This chapter sprang from a meeting in my studio on 21 October 2019 with Mattia Dierickx, a student on Diego Tonus and Daniele Zoico’s visual arts course at the IUAV in Venice.
Mattia asked to meet me in order to physically see the ‘Infinite Painting’ and hear me talk about it in my own words after his teachers had asked him to ‘copy’ it, starting with the intrinsic meaning of its process and significance.
FORCING TO COPY
Why is it important for a human being to retrace the steps of another human being?
What does dealing with the question of the ‘Copy’ mean for an artist today?
What are the mental movements that persist in wanting to use this form to construct a work? And how can this form be used as a teaching method?
I will let Tonus and Zoico deal with this question by adding a link to the presentation of their course.
Linkto the course program by Tonus and Zoico
COPYING
What does it mean for a student, a young artist, to stand before the work of a living artist they can relate to directly?
What does it mean to superimpose the thought of another in order to bring out one’s own individuality?
Is it possible to understand this trajectory as something that is one’s own?
Where is the divergence between the person embarking on the journey the first time and the person undertaking it after them?
I’ll let Dierickx describe the experience in his own words. Here’s a link to his article.
Link to Mattia Text
BEING COPIED
What does being copied mean for an artist?
What does it mean to have all these eyes on her?
What does this type of gaze and attention to one’s work provoke? And what is elicited when seeing one’s own form duplicated?
What is generated inside of you by the fact that someone else has tried to undertake exactly the same journey that you had previously undertaken?
RECIPROCITY
Feeling that I have been referenced on the journey punctuated by my existence opens up the possibility of me not feeling unique and alone. It eradicates the centrality of my work, halving the gesture and amplifying the sensation of perceiving myself together with someone else.
The idea that a person can repeat and continue my gesture, making it their own individual trace, gives me the chance to prove that what I am doing is part of something that can be shared with another individual.
If I know that the procedure of the person referencing me is experienced as their own and related directly to the specific individual experience, and not just as something extraneous to copy, then the resulting work that I can see with my own eyes becomes the way for me to find myself outside of myself, in the other.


**GOAL OF THE EXERCISE**
Show every line below where "structured" appears.

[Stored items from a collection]
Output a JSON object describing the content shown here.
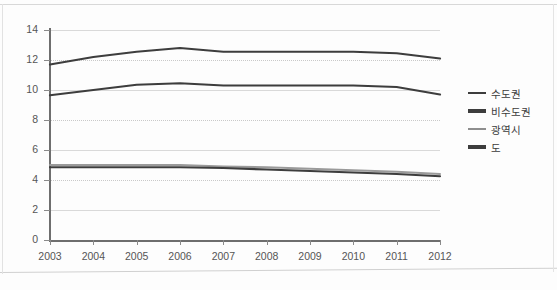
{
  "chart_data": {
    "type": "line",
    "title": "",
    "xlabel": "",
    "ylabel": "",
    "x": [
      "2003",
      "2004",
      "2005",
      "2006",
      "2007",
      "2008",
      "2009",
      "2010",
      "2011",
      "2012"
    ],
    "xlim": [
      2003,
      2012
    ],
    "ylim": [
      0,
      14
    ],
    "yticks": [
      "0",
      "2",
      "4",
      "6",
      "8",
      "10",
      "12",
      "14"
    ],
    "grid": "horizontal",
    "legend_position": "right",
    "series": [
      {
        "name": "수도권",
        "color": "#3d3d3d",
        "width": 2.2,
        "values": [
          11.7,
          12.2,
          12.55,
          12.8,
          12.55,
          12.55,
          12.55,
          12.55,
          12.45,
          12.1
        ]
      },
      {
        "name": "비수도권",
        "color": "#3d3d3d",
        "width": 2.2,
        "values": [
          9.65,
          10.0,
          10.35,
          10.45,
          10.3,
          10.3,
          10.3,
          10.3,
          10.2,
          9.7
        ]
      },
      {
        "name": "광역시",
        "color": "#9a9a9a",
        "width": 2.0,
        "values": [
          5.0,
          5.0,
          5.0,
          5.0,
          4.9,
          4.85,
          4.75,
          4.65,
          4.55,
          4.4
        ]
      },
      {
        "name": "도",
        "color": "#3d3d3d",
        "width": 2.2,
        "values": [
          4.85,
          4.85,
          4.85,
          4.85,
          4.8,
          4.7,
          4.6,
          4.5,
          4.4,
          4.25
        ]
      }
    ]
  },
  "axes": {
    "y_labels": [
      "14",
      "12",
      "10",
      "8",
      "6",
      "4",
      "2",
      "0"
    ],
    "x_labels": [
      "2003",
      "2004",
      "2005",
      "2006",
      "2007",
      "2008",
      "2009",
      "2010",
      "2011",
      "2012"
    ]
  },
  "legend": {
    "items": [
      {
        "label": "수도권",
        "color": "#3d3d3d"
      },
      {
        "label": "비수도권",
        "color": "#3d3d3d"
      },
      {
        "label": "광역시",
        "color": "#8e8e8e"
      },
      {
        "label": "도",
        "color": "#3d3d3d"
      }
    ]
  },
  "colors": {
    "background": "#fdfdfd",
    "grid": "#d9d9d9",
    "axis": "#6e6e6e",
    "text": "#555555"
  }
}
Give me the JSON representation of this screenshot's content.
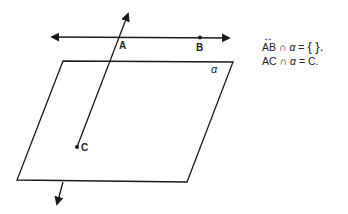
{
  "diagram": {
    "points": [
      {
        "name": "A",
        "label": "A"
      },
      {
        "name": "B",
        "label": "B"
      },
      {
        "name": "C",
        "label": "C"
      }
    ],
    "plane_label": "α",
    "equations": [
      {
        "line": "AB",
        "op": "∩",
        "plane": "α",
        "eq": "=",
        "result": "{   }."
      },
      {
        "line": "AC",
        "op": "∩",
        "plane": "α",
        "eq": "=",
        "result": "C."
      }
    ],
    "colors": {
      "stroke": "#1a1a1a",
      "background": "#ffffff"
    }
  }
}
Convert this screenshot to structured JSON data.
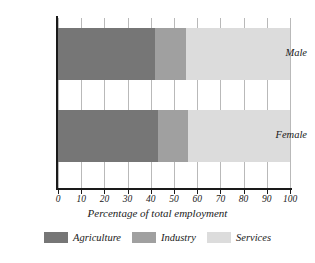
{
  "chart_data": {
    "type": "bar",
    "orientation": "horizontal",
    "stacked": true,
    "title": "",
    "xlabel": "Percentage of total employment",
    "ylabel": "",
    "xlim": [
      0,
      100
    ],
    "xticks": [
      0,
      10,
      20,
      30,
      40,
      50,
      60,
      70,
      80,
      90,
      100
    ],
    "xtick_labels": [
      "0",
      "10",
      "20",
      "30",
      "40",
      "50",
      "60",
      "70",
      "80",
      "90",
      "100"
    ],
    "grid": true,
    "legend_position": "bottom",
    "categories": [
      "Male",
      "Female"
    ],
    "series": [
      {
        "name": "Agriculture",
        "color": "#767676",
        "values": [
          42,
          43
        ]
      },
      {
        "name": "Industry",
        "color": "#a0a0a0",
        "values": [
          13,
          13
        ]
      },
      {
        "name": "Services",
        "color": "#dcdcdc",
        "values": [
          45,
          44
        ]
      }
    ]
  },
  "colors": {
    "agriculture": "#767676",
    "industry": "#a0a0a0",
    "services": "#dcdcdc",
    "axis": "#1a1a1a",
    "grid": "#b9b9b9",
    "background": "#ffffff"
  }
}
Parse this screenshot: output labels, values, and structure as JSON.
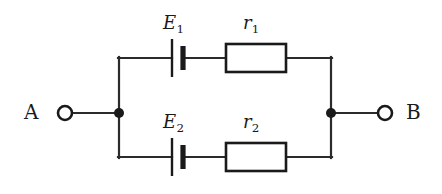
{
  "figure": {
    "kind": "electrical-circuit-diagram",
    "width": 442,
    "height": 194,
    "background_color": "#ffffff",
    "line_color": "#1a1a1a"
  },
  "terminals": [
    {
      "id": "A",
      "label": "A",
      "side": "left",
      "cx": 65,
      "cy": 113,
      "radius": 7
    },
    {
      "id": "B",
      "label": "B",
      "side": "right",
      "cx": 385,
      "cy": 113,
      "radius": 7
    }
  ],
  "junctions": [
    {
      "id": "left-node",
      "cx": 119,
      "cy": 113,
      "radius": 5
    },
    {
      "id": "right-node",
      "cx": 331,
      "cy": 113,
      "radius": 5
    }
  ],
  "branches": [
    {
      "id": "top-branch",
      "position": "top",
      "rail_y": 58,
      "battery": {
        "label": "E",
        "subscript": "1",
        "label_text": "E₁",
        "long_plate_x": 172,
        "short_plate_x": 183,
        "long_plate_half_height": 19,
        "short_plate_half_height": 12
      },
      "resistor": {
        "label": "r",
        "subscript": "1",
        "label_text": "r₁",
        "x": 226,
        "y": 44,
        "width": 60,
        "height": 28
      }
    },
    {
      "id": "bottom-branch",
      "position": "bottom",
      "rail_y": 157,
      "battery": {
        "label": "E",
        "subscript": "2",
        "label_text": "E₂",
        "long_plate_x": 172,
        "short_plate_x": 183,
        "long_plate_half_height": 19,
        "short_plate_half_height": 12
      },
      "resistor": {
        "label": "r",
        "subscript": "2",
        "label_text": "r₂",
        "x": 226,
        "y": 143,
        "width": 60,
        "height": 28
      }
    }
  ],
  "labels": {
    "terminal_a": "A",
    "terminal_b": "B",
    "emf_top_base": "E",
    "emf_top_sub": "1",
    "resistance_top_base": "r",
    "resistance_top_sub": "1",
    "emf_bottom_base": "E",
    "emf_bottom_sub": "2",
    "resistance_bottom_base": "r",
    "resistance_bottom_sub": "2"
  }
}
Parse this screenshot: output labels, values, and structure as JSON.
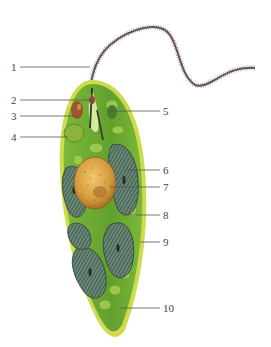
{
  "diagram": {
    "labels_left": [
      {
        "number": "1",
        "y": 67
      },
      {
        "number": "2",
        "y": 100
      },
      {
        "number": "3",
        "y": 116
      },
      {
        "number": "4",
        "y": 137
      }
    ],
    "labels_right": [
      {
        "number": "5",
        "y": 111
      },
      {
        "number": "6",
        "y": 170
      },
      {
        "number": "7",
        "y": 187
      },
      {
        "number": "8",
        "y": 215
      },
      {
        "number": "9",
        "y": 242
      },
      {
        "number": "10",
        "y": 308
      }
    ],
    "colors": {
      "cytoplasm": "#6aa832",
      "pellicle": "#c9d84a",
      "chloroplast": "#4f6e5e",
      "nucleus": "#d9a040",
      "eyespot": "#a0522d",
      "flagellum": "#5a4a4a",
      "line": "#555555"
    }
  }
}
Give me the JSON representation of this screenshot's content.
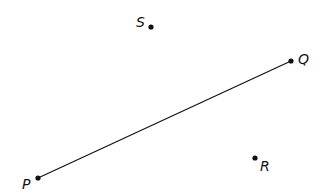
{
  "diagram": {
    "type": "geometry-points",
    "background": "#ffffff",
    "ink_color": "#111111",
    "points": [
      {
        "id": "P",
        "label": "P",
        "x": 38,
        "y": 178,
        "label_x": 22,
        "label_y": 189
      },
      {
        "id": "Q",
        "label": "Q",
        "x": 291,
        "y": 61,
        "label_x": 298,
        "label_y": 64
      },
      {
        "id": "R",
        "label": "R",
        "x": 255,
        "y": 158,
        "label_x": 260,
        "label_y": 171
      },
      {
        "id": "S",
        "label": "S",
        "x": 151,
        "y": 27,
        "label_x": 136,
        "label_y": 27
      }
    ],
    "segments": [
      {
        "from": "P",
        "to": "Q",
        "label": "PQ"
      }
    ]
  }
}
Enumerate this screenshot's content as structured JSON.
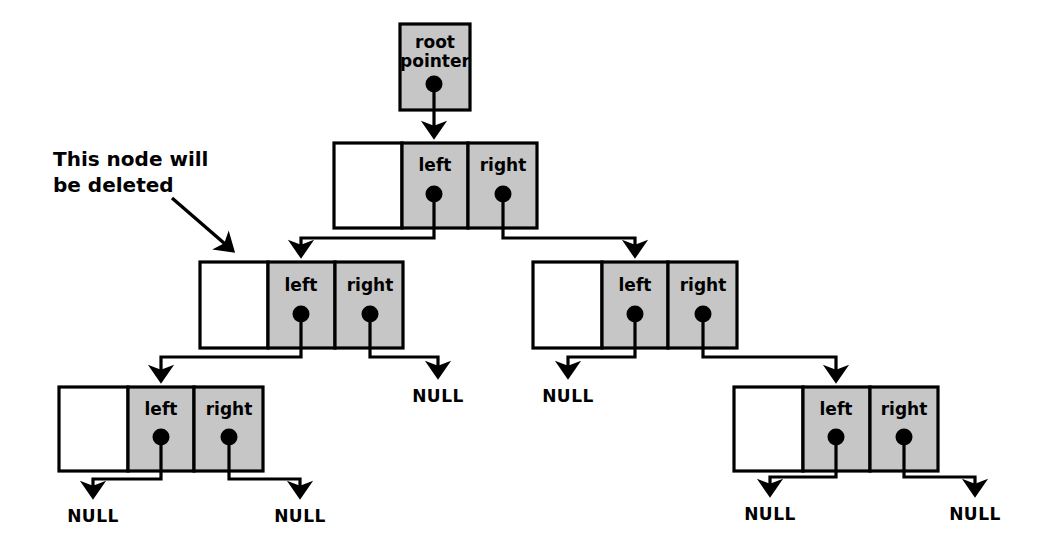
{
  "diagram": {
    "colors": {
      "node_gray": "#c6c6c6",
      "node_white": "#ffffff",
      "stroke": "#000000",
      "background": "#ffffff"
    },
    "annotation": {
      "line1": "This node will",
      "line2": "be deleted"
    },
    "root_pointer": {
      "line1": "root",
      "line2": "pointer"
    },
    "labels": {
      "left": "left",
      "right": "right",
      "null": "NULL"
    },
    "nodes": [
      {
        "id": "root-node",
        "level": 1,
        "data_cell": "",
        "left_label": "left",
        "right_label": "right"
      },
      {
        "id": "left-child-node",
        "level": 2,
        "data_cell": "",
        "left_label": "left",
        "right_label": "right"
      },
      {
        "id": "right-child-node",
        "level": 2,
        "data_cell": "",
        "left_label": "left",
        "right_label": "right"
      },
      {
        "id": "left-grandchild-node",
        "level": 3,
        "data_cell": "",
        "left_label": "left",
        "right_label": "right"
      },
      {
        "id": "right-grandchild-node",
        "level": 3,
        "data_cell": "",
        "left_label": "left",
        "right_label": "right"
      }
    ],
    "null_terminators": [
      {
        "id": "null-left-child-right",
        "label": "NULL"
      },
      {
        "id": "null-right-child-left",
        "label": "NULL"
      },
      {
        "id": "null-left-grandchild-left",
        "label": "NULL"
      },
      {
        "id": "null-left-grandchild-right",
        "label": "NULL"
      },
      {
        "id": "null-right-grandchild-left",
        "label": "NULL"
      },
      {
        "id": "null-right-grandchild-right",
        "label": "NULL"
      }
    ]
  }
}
* * *
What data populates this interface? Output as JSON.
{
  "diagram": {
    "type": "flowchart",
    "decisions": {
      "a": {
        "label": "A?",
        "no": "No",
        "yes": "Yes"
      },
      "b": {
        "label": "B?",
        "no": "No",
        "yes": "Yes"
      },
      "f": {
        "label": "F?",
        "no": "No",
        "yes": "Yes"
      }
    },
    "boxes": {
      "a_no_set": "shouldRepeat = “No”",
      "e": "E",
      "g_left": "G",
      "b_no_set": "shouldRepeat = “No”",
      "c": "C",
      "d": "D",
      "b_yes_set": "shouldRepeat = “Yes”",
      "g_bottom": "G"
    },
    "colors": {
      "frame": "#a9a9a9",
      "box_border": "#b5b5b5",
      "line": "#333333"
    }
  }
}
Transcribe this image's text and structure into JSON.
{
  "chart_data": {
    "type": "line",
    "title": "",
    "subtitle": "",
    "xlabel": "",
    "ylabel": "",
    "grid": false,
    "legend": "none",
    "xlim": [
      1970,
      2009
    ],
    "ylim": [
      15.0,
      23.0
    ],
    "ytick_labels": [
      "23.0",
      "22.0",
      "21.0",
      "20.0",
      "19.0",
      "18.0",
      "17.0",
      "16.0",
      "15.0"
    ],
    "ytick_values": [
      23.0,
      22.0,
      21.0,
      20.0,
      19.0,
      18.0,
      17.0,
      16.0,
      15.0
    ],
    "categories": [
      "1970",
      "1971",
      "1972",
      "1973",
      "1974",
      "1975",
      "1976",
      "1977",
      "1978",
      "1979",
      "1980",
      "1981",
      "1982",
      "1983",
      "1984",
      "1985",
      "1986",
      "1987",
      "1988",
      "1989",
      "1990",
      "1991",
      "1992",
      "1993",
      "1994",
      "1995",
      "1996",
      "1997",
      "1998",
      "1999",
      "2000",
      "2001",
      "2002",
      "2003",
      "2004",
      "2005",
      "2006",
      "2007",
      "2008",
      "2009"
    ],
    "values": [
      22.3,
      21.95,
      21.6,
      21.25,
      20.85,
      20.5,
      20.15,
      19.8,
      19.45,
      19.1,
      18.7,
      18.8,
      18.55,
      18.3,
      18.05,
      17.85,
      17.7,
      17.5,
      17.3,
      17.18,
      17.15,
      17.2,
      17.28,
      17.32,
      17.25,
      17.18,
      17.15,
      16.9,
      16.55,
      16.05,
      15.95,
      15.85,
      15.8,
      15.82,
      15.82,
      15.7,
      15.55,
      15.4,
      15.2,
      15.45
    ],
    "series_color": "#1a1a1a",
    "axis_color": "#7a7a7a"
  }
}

**PROBLEM SOLUTION**
Convert this screenshot to structured JSON data.
Enumerate this screenshot's content as structured JSON.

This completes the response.